In one of my recent posts I discussed why it is important to recognise your own code of resilience and referred to some valuable insights by Suzanne Phillips, Adjunct Professor of Clinical Psychology at Long Island University.
In this post she dispels three myths about resilience, which she believes makes our own resilience easier to recognise.
1) Resilience is not time bound
Expert Glen Roisman clarifies that resilience is the capacity to find a way back to successful adaptation and functioning even after a period of disorganization and disruption.
Often in the aftermath of a traumatic event we are frozen. This is a normal reaction to danger and threat. We need time to move out of a numbed state to reassess how we go on with our life.
Sometimes it can take time to remember – “have coped before.” “I will find another job.” “I will take it day by day” or as one young lady who lost her brother said,” minute by minute.”
People cope in their own time and in their own way.
It took a number of years before a woman could feel entitled to feel joy after the death of her son. Despite the fact that she kept on with her family and job, she judged herself by world’s message “to get on with it.”
2) Resilience is compatible with pain
It is common to downplay the strength of your resilience because of the anxiety you face and the fact that difficult days are still experienced at work and in your personal life. Sadly a negative judgment can detract from the resilience that is being used.
Anxiety is human and resilience is not the absence of tears, anxiety, anger or despair. It is dealing with them, sometimes carrying them with you, while finding the way to go on.
3) Resilience is not diluted by support of others
American physician, public health scientist and educator Siddharth Ashvin Shah, drawing upon his international disaster work, reminds us that in times of stress there is not only a release of stress hormones but of oxytocin, the hormone associated with mother-infant attachment and the breast-feeding bond. It would seem we are wired to attach to others in the face of adversity and trauma. Our urge and ability to connect expands resilience.
In the face of war, natural disaster and even the trials of everyday life, the presence of family and loved ones serves to buffer stress. Particularly for children, connection to loving parents or caregivers is the most important antidote to traumatic impact.
Attachment serves to enhance resilience as it offers the opportunity to affirm “the capacity to go on.” It is not a replacement for attunement or empathy for suffering. It is the shared message that we can do it such as;
“It is frightening to move to the shelter, but we will figure out how to make it work.”
“It is so hard that Mum isn’t here, but we know how to make the holiday the way she would have been proud.”
“Dad, you may not feel physically strong; but we all know – you will always be a powerful man.”
In summary, resilience is about pushing through or bouncing back, but it doesn’t shield the pain or anxiety, can take a short time or a long time but almost always is helped through being part of a community of people.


- Problem -
Among the entries below, find the lines with the word "Image" and return them.
--
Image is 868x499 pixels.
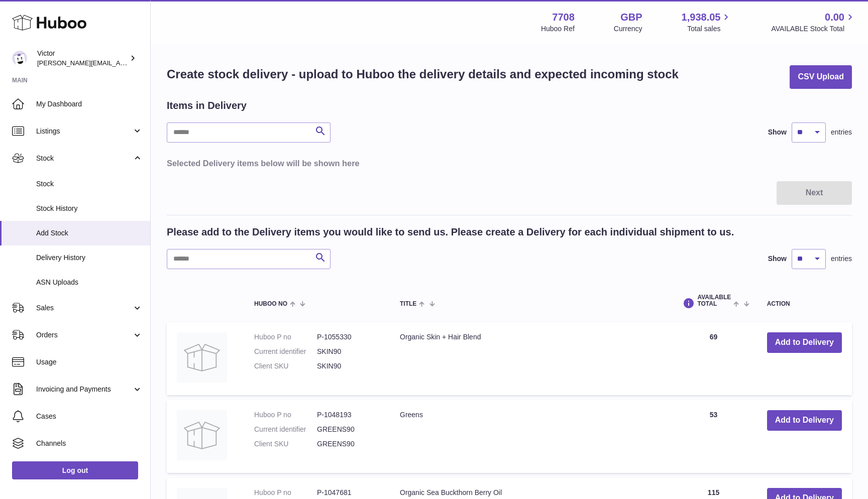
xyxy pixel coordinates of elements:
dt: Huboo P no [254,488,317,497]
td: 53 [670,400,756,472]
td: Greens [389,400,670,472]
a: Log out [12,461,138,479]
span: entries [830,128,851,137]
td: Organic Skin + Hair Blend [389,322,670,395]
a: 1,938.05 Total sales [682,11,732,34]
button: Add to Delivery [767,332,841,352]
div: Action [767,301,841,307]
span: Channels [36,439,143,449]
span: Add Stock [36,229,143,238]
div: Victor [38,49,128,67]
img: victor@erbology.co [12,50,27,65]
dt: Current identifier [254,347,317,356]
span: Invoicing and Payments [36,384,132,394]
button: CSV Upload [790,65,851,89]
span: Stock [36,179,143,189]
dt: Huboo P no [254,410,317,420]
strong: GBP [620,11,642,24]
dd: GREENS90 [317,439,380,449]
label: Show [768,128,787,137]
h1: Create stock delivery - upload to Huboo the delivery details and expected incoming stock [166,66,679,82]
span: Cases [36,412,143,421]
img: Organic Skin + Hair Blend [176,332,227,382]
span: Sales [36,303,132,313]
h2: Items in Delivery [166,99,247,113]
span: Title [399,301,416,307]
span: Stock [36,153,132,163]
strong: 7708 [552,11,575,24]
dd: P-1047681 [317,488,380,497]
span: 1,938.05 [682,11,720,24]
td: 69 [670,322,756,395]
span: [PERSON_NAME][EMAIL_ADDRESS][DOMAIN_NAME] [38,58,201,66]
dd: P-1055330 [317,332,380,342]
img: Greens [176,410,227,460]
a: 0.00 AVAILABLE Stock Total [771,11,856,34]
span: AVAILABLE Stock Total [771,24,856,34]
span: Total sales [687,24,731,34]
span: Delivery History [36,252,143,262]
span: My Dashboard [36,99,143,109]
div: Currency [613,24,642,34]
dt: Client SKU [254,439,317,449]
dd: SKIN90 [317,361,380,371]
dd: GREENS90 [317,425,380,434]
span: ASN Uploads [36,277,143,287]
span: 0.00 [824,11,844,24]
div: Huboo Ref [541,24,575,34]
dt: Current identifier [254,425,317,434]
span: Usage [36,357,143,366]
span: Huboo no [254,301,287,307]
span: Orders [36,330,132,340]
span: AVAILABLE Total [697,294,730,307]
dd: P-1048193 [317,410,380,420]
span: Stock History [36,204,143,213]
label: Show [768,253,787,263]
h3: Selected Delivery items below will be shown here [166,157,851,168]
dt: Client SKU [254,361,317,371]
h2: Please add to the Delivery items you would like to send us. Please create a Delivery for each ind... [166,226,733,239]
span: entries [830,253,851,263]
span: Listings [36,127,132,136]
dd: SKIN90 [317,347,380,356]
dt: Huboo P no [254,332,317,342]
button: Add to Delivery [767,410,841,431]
--
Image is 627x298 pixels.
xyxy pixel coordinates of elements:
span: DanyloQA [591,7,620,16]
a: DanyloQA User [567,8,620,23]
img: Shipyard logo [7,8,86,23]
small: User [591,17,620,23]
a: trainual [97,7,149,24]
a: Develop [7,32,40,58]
--
- Answer to this task -
Image is 868x499 pixels.
Image is 627x298 pixels.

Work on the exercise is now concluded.